Fibers, holey and unholey

Aug. 1, 2004
A decade or more ago, the term "specialty fibers" would often bring to mind the hard-polymer-clad and metal-clad silica fibers used as light pipes in harsh environments.

A decade or more ago, the term "specialty fibers" would often bring to mind the hard-polymer-clad and metal-clad silica fibers used as light pipes in harsh environments. But, owing to the subsequent growth of fiber-sensing applications, the development of fiber lasers and amplifiers, the rise (and subsequent downward readjustment) of fiberoptic telecommunications, and the advent of the microstructured ("holey") fiber, specialty-fiber types are proliferating.

The specialty fiber grabbing the most news these days is of the holey sort. Microstructured fibers, which confine light through either a photonic bandgap or through refractive-index guiding, have some extraordinary properties. Some photonic-bandgap versions channel light through a hollow air-filled core surrounded by a higher-index holey cladding, while others, when pumped with ultrafast IR pulses, produce a supercontinuum spanning the visible spectrum. In the first article in this Optoelectronics World, Jason Eichenholz outlines these and other versions of this fast-developing technology.

Transmitting the 10.6-µm carbon dioxide laser line fiberoptically with low loss is important for medical and industrial applications. Hollow-core glass fibers with dielectric or dielectric and metal inner coatings serve this purpose well and are being continually improved. These waveguides can be designed for other laser wavelengths, too, such as the 2.94-µm erbium:YAG wavelength, as well as for incoherent light for broadband spectroscopic and radiometric applications. In the second article, James Harrington discusses different types of hollow-core IR fibers, including versions with omnidirectional multilayer inner coatings that exhibit complete photonic bandgaps.

One particular type of specialty fiber that has been around for a while is the polarization-maintaining fiber—a product of the telecommunications industry. But uses of this fiber have expanded into applications such as fiber gyroscopes and lasers. Improvements in the fiber itself are what have enabled this expansion. In the last article, Adrian Carter and Bryce Samson describe these improvements, including a polarization-maintaining fiber that has a loss in one axis, effectively making it a polarizing optical element.

About the Author

John Wallace | Senior Technical Editor (1998-2022)

John Wallace was with Laser Focus World for nearly 25 years, retiring in late June 2022. He obtained a bachelor's degree in mechanical engineering and physics at Rutgers University and a master's in optical engineering at the University of Rochester. Before becoming an editor, John worked as an engineer at RCA, Exxon, Eastman Kodak, and GCA Corporation.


Pick each line containing "category" out of the records.

----

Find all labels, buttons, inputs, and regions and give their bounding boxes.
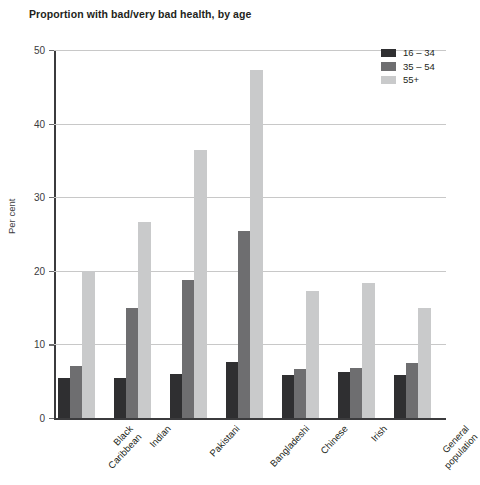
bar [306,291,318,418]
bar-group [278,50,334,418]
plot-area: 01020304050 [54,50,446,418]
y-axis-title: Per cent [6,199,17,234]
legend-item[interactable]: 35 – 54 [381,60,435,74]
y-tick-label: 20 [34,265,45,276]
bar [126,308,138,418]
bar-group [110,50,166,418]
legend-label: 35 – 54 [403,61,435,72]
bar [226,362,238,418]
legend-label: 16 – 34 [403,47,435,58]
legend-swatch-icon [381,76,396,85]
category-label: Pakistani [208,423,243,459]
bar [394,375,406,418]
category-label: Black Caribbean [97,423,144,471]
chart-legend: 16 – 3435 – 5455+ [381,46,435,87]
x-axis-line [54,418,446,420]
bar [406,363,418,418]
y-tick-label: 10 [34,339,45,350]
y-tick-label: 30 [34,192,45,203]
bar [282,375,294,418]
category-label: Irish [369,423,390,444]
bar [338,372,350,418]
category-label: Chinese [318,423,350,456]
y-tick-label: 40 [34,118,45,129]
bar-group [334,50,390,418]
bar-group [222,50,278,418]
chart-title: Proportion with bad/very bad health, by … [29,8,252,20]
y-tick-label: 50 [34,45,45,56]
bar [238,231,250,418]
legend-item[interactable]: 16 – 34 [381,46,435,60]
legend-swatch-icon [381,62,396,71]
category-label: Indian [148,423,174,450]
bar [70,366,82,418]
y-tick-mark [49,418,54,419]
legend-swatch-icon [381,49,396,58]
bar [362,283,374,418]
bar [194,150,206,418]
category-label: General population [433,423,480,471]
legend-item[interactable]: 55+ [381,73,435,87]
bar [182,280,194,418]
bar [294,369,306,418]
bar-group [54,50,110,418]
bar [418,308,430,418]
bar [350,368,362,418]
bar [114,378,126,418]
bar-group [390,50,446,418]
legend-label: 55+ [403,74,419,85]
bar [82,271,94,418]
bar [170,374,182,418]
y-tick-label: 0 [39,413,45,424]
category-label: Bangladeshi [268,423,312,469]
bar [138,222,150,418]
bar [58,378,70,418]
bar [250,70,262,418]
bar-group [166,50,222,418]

----

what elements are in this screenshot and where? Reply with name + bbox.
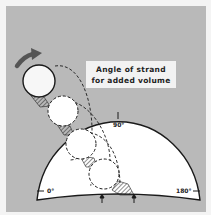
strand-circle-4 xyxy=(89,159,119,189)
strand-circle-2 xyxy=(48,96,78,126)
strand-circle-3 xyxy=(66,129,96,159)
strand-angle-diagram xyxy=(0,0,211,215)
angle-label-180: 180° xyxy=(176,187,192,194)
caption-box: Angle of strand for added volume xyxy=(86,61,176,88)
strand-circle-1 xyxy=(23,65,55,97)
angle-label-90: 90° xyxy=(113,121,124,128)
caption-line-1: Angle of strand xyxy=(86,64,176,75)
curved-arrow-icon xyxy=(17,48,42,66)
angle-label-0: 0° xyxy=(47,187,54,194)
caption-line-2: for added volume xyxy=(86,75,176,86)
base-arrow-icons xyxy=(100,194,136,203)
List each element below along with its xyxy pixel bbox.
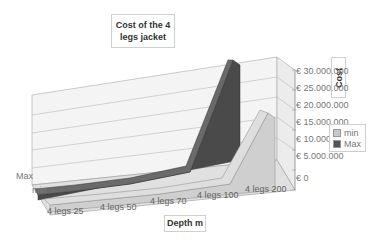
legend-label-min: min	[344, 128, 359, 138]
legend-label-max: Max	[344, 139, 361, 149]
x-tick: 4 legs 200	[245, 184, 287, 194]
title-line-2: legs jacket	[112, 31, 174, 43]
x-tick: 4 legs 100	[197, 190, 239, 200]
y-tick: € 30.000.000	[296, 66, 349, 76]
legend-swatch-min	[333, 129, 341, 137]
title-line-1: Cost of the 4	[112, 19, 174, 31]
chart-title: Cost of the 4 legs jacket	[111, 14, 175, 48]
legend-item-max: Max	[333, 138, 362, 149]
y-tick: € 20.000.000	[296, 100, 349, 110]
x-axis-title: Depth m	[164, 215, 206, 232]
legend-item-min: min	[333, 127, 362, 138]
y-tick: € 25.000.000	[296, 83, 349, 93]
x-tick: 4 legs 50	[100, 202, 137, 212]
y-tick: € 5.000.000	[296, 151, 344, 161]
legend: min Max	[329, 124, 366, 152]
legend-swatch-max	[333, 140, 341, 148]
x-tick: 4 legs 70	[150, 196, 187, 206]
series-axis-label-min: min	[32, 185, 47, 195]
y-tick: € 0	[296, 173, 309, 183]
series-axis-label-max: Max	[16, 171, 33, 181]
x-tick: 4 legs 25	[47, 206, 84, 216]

----

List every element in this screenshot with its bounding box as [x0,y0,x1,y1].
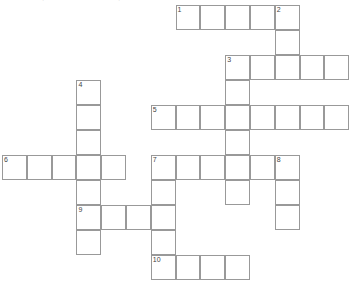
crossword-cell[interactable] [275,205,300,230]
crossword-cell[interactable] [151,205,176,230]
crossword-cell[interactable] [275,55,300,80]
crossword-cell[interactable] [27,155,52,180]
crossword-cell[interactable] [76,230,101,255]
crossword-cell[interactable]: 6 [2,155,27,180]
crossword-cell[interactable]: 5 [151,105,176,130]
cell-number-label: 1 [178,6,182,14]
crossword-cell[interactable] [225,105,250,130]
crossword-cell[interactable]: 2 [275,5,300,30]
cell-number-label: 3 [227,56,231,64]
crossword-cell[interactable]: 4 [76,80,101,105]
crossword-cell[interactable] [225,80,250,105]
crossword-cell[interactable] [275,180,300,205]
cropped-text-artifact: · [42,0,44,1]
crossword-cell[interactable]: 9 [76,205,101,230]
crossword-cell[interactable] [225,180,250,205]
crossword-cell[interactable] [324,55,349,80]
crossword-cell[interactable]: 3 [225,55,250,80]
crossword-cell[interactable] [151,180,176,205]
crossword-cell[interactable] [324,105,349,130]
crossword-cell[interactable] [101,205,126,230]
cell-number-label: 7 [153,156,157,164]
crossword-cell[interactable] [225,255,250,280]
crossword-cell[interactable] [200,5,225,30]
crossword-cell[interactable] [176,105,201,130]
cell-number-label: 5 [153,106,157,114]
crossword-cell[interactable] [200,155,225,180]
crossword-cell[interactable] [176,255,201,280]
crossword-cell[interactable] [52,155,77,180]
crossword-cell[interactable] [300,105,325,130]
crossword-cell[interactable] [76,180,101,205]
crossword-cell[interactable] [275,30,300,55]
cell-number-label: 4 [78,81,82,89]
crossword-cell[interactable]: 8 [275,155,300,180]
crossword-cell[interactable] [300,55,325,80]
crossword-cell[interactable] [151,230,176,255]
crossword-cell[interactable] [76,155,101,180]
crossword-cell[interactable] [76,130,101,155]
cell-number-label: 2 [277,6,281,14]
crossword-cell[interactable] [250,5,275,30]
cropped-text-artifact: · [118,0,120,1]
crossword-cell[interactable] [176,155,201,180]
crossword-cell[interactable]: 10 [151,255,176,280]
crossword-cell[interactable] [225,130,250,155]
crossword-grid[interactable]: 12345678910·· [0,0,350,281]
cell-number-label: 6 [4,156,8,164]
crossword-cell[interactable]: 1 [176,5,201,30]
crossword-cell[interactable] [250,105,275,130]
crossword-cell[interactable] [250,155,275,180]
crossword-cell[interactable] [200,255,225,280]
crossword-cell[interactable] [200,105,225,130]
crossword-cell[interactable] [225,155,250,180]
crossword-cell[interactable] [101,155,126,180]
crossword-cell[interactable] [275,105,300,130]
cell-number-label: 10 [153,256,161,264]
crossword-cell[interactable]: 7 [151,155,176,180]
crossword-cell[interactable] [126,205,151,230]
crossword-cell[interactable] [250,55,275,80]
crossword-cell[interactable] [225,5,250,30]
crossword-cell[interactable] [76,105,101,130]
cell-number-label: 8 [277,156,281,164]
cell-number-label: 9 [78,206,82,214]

----

• _Output below_
category-label: Pakistani [208,423,243,459]
category-label: Black Caribbean [97,423,144,471]
category-label: Irish [369,423,390,444]
category-label: Chinese [318,423,350,456]
category-label: Indian [148,423,174,450]
category-label: General population [433,423,480,471]
category-label: Bangladeshi [268,423,312,469]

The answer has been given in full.